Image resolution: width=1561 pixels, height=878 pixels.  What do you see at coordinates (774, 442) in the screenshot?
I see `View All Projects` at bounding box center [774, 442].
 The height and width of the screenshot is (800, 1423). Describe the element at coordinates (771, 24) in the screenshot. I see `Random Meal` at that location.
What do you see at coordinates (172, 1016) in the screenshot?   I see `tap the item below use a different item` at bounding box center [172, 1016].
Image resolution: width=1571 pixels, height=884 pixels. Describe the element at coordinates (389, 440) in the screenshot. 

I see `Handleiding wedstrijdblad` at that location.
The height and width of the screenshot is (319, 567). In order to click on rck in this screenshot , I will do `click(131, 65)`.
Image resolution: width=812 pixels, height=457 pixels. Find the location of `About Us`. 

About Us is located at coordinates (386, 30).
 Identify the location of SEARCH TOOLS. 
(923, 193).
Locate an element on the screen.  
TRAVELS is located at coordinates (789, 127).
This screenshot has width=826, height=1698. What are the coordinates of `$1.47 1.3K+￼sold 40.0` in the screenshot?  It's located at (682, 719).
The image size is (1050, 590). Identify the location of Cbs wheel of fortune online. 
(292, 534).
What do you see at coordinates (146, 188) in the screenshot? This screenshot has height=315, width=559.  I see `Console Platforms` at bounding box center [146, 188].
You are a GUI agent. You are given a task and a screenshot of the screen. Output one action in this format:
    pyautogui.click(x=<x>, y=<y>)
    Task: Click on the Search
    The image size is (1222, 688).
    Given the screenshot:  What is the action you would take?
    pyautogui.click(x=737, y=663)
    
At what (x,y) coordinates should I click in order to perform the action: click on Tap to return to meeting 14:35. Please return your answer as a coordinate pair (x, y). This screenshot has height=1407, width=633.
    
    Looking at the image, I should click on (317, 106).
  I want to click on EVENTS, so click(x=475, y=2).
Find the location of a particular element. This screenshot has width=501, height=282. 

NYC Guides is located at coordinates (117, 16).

HOW TO COMPLETE THIS TASK:
Within the listing above, locate the line containing "The image size is (1050, 590)." and the line containing "pyautogui.click(x=<x>, y=<y>)". Reproduce those two lines and all lines between them exactly, with nothing added.

REPLY TO THE TASK:
The image size is (1050, 590). Identify the location of Cbs wheel of fortune online. 
(292, 534).
What do you see at coordinates (146, 188) in the screenshot? This screenshot has height=315, width=559.  I see `Console Platforms` at bounding box center [146, 188].
You are a GUI agent. You are given a task and a screenshot of the screen. Output one action in this format:
    pyautogui.click(x=<x>, y=<y>)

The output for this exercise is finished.